Hagan asks for audit of Mahoning courts


Published: Thu, October 18, 2012 @ 12:08 a.m.
inline tease photo
Photo

Hagan

By Peter H. Milliken

milliken@vindy.com

YOUNGSTOWN

State Rep. Robert F. Hagan is asking the state auditor’s office to audit the lower courts in Mahoning County and project cost savings to be achieved by consolidation of those courts.

Hagan, of Youngstown, D-60th, however, is not specific as to what proposed new number of judges and court locations he wants the auditor to use in making comparisons to the present system.

The current system is “outmoded and overly expensive,” Hagan wrote in a letter to Ohio Auditor Dave Yost.

Ohio Chief Justice Maureen O’Connor and the National Center for State Courts have said the county’s lower courts should be reconfigured to use tax dollars more efficiently, Hagan told the auditor.

The lower courts consist of municipal courts in Youngstown, Campbell and Struthers and county courts in Austintown, Boardman, Canfield and Sebring.

Youngstown has three full-time municipal judge seats, one of which is vacant, and all the other court locations each have just one part-time judge.

Youngstown’s declining population and its municipal court’s declining caseload make it “difficult to justify continuation of the current system when a reconfigured one could serve the community just as well,” Hagan wrote.

“This is not something we would do for this purpose,” Carrie Bartunek, the state auditor’s press secretary, said of Hagan’s proposal.

Under the Ohio Constitution, the state Supreme Court is responsible for the structure and operation of the state’s court system, she added.

The court’s chief justice could ask the auditor’s office to do a performance audit of the county’s lower courts to analyze the potential for cost savings and efficiencies in the current system, but such an audit would not be done for the specific purpose of consolidation or restruc-turing, Bartunek said.

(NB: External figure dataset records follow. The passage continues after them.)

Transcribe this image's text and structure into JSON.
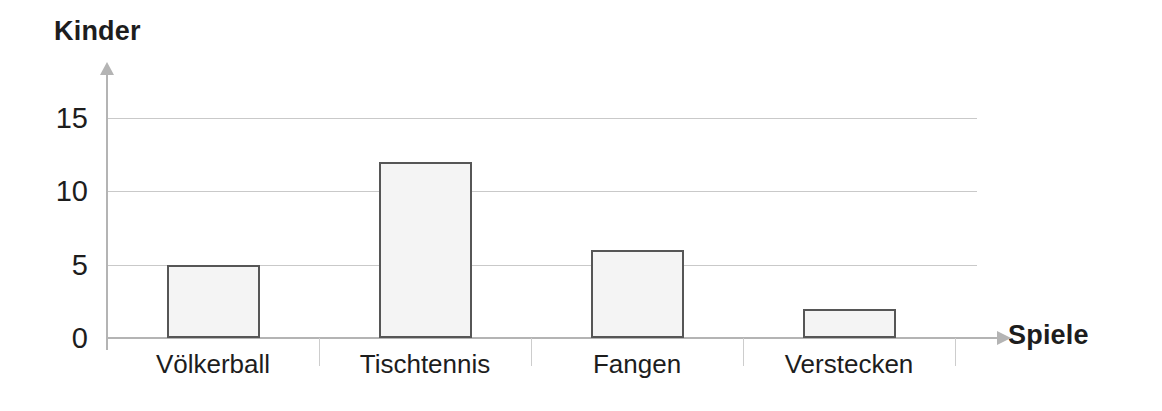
{
  "chart_data": {
    "type": "bar",
    "title": "",
    "xlabel": "Spiele",
    "ylabel": "Kinder",
    "categories": [
      "Völkerball",
      "Tischtennis",
      "Fangen",
      "Verstecken"
    ],
    "values": [
      5,
      12,
      6,
      2
    ],
    "yticks": [
      0,
      5,
      10,
      15
    ],
    "ytick_labels": [
      "0",
      "5",
      "10",
      "15"
    ],
    "ylim": [
      0,
      15.6
    ],
    "grid": true,
    "legend": null,
    "series": [
      {
        "name": "Kinder",
        "values": [
          5,
          12,
          6,
          2
        ]
      }
    ]
  },
  "style": {
    "bar_fill": "#f4f4f4",
    "bar_border": "#565656",
    "gridline_color": "#c9c9c9",
    "axis_color": "#b4b4b4",
    "text_color": "#1d1d1d",
    "background": "#ffffff"
  }
}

The NCSC study, which was performed for the Mahoning County Bar Association, did not provide specific estimates of cost savings consolidation might achieve. The association is setting up a committee to study the NCSC recommendations.

“Knowing how much taxpayer money could be saved through a reconfiguration of the court system would be a tremendous aid and help move the process forward,” Hagan said.

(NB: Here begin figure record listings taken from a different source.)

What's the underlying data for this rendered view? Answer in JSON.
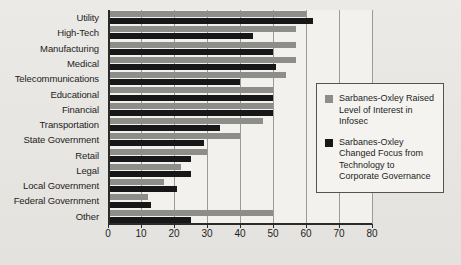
{
  "chart_data": {
    "type": "bar",
    "orientation": "horizontal",
    "title": "",
    "xlabel": "",
    "ylabel": "",
    "xlim": [
      0,
      80
    ],
    "xticks": [
      0,
      10,
      20,
      30,
      40,
      50,
      60,
      70,
      80
    ],
    "grid": true,
    "legend_position": "right",
    "categories": [
      "Utility",
      "High-Tech",
      "Manufacturing",
      "Medical",
      "Telecommunications",
      "Educational",
      "Financial",
      "Transportation",
      "State Government",
      "Retail",
      "Legal",
      "Local Government",
      "Federal Government",
      "Other"
    ],
    "series": [
      {
        "name": "Sarbanes-Oxley Raised Level of Interest in Infosec",
        "color": "#8d8d8a",
        "values": [
          60,
          57,
          57,
          57,
          54,
          50,
          50,
          47,
          40,
          30,
          22,
          17,
          12,
          50
        ]
      },
      {
        "name": "Sarbanes-Oxley Changed Focus from Technology to Corporate Governance",
        "color": "#171717",
        "values": [
          62,
          44,
          50,
          51,
          40,
          50,
          50,
          34,
          29,
          25,
          25,
          21,
          13,
          25
        ]
      }
    ]
  },
  "legend": {
    "items": [
      {
        "swatch": "gray",
        "label": "Sarbanes-Oxley Raised Level of Interest in Infosec"
      },
      {
        "swatch": "black",
        "label": "Sarbanes-Oxley Changed Focus from Technology to Corporate Governance"
      }
    ]
  },
  "axis": {
    "x_tick_labels": [
      "0",
      "10",
      "20",
      "30",
      "40",
      "50",
      "60",
      "70",
      "80"
    ]
  },
  "colors": {
    "series_gray": "#8d8d8a",
    "series_black": "#171717",
    "plot_background": "#f2f1ee",
    "page_background": "#e9e8e4",
    "axis": "#2a2a2a",
    "gridline": "#9a9a96"
  }
}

The county bar association favors an audit, but believes it would be more helpful after an overall consolidation plan is established, said Atty. Shirley J. Christian, bar association president. “That would permit a cost comparison between the plan and existing structures,” she noted.

Atty. David Betras, chairman of the Mahoning County Democratic Party, said he welcomes “any studies to help the taxpayers of Mahoning County deliver governmental services at lower costs.”

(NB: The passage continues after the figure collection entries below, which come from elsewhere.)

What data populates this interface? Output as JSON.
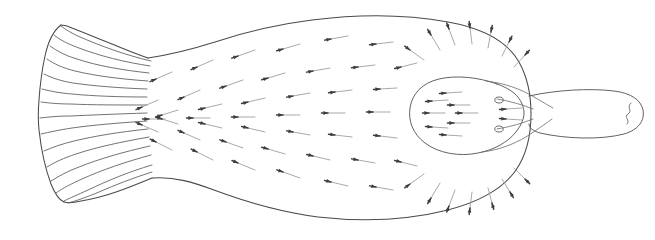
{
  "figure": {
    "title": "Flatfish dorsal view with surface flow vector field",
    "subject": "flatfish",
    "view": "dorsal",
    "background_color": "#ffffff",
    "line_color": "#4a4a4a",
    "arrow_color": "#3c3c3c",
    "arrow_tail_color": "#c8c8c8",
    "caption": "",
    "labels": []
  },
  "chart_data": {
    "type": "scatter",
    "subtitle": "",
    "xlabel": "",
    "ylabel": "",
    "xlim": [
      0,
      655
    ],
    "ylim": [
      0,
      239
    ],
    "grid": false,
    "legend": "none",
    "annotations": [],
    "vectors": [
      {
        "x": 348,
        "y": 36,
        "dx": -17,
        "dy": 3
      },
      {
        "x": 393,
        "y": 42,
        "dx": -17,
        "dy": 2
      },
      {
        "x": 300,
        "y": 44,
        "dx": -17,
        "dy": 5
      },
      {
        "x": 255,
        "y": 50,
        "dx": -17,
        "dy": 6
      },
      {
        "x": 213,
        "y": 60,
        "dx": -16,
        "dy": 7
      },
      {
        "x": 172,
        "y": 72,
        "dx": -16,
        "dy": 7
      },
      {
        "x": 330,
        "y": 68,
        "dx": -17,
        "dy": 3
      },
      {
        "x": 375,
        "y": 65,
        "dx": -17,
        "dy": 2
      },
      {
        "x": 417,
        "y": 63,
        "dx": -16,
        "dy": 4
      },
      {
        "x": 285,
        "y": 73,
        "dx": -17,
        "dy": 5
      },
      {
        "x": 243,
        "y": 80,
        "dx": -17,
        "dy": 6
      },
      {
        "x": 200,
        "y": 90,
        "dx": -16,
        "dy": 7
      },
      {
        "x": 158,
        "y": 100,
        "dx": -16,
        "dy": 7
      },
      {
        "x": 352,
        "y": 90,
        "dx": -17,
        "dy": 2
      },
      {
        "x": 397,
        "y": 88,
        "dx": -17,
        "dy": 1
      },
      {
        "x": 310,
        "y": 93,
        "dx": -17,
        "dy": 3
      },
      {
        "x": 265,
        "y": 98,
        "dx": -17,
        "dy": 4
      },
      {
        "x": 222,
        "y": 104,
        "dx": -17,
        "dy": 4
      },
      {
        "x": 178,
        "y": 110,
        "dx": -16,
        "dy": 5
      },
      {
        "x": 345,
        "y": 113,
        "dx": -17,
        "dy": 0
      },
      {
        "x": 390,
        "y": 112,
        "dx": -17,
        "dy": 0
      },
      {
        "x": 300,
        "y": 115,
        "dx": -17,
        "dy": 0
      },
      {
        "x": 255,
        "y": 117,
        "dx": -17,
        "dy": 0
      },
      {
        "x": 210,
        "y": 118,
        "dx": -17,
        "dy": 0
      },
      {
        "x": 165,
        "y": 119,
        "dx": -16,
        "dy": 0
      },
      {
        "x": 352,
        "y": 137,
        "dx": -17,
        "dy": -2
      },
      {
        "x": 397,
        "y": 138,
        "dx": -17,
        "dy": -2
      },
      {
        "x": 310,
        "y": 135,
        "dx": -17,
        "dy": -3
      },
      {
        "x": 265,
        "y": 132,
        "dx": -17,
        "dy": -4
      },
      {
        "x": 222,
        "y": 128,
        "dx": -17,
        "dy": -4
      },
      {
        "x": 178,
        "y": 124,
        "dx": -16,
        "dy": -5
      },
      {
        "x": 330,
        "y": 160,
        "dx": -17,
        "dy": -4
      },
      {
        "x": 375,
        "y": 163,
        "dx": -17,
        "dy": -3
      },
      {
        "x": 417,
        "y": 166,
        "dx": -16,
        "dy": -4
      },
      {
        "x": 285,
        "y": 154,
        "dx": -17,
        "dy": -5
      },
      {
        "x": 243,
        "y": 148,
        "dx": -17,
        "dy": -6
      },
      {
        "x": 200,
        "y": 140,
        "dx": -16,
        "dy": -7
      },
      {
        "x": 158,
        "y": 132,
        "dx": -16,
        "dy": -7
      },
      {
        "x": 348,
        "y": 186,
        "dx": -17,
        "dy": -4
      },
      {
        "x": 393,
        "y": 190,
        "dx": -17,
        "dy": -3
      },
      {
        "x": 300,
        "y": 178,
        "dx": -17,
        "dy": -6
      },
      {
        "x": 255,
        "y": 170,
        "dx": -17,
        "dy": -7
      },
      {
        "x": 213,
        "y": 160,
        "dx": -16,
        "dy": -8
      },
      {
        "x": 172,
        "y": 150,
        "dx": -16,
        "dy": -8
      },
      {
        "x": 440,
        "y": 50,
        "dx": -9,
        "dy": -15
      },
      {
        "x": 455,
        "y": 45,
        "dx": -6,
        "dy": -16
      },
      {
        "x": 472,
        "y": 44,
        "dx": -2,
        "dy": -16
      },
      {
        "x": 488,
        "y": 48,
        "dx": 3,
        "dy": -16
      },
      {
        "x": 502,
        "y": 56,
        "dx": 7,
        "dy": -14
      },
      {
        "x": 514,
        "y": 67,
        "dx": 11,
        "dy": -12
      },
      {
        "x": 424,
        "y": 60,
        "dx": -14,
        "dy": -10
      },
      {
        "x": 440,
        "y": 183,
        "dx": -9,
        "dy": 15
      },
      {
        "x": 455,
        "y": 190,
        "dx": -6,
        "dy": 16
      },
      {
        "x": 472,
        "y": 192,
        "dx": -2,
        "dy": 16
      },
      {
        "x": 488,
        "y": 188,
        "dx": 4,
        "dy": 15
      },
      {
        "x": 502,
        "y": 179,
        "dx": 8,
        "dy": 13
      },
      {
        "x": 514,
        "y": 168,
        "dx": 11,
        "dy": 11
      },
      {
        "x": 424,
        "y": 174,
        "dx": -14,
        "dy": 10
      },
      {
        "x": 462,
        "y": 92,
        "dx": -16,
        "dy": 1
      },
      {
        "x": 470,
        "y": 105,
        "dx": -16,
        "dy": 0
      },
      {
        "x": 478,
        "y": 113,
        "dx": -16,
        "dy": 0
      },
      {
        "x": 470,
        "y": 123,
        "dx": -16,
        "dy": 0
      },
      {
        "x": 462,
        "y": 136,
        "dx": -16,
        "dy": -1
      },
      {
        "x": 448,
        "y": 100,
        "dx": -16,
        "dy": 1
      },
      {
        "x": 445,
        "y": 113,
        "dx": -16,
        "dy": 0
      },
      {
        "x": 448,
        "y": 128,
        "dx": -16,
        "dy": -1
      },
      {
        "x": 522,
        "y": 108,
        "dx": -16,
        "dy": 1
      },
      {
        "x": 522,
        "y": 120,
        "dx": -16,
        "dy": -1
      }
    ]
  },
  "anatomy": {
    "parts": [
      {
        "name": "caudal-fin",
        "label": "Caudal fin"
      },
      {
        "name": "caudal-peduncle",
        "label": "Caudal peduncle"
      },
      {
        "name": "body-disc",
        "label": "Body disc"
      },
      {
        "name": "head",
        "label": "Head"
      },
      {
        "name": "snout",
        "label": "Snout"
      },
      {
        "name": "eye-upper",
        "label": "Upper eye"
      },
      {
        "name": "eye-lower",
        "label": "Lower eye"
      },
      {
        "name": "mouth",
        "label": "Mouth"
      }
    ]
  }
}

The county’s lower court system was designed in the 1950s and 1960s, when Youngstown’s population was more than double its current level and the suburban populations hadn’t yet grown to their current levels, Betras noted.

“The new normal for all governments in the coming years is doing more with less,” Betras said. “If current governmental systems can’t deliver this new normal, then we have to change them,” he added.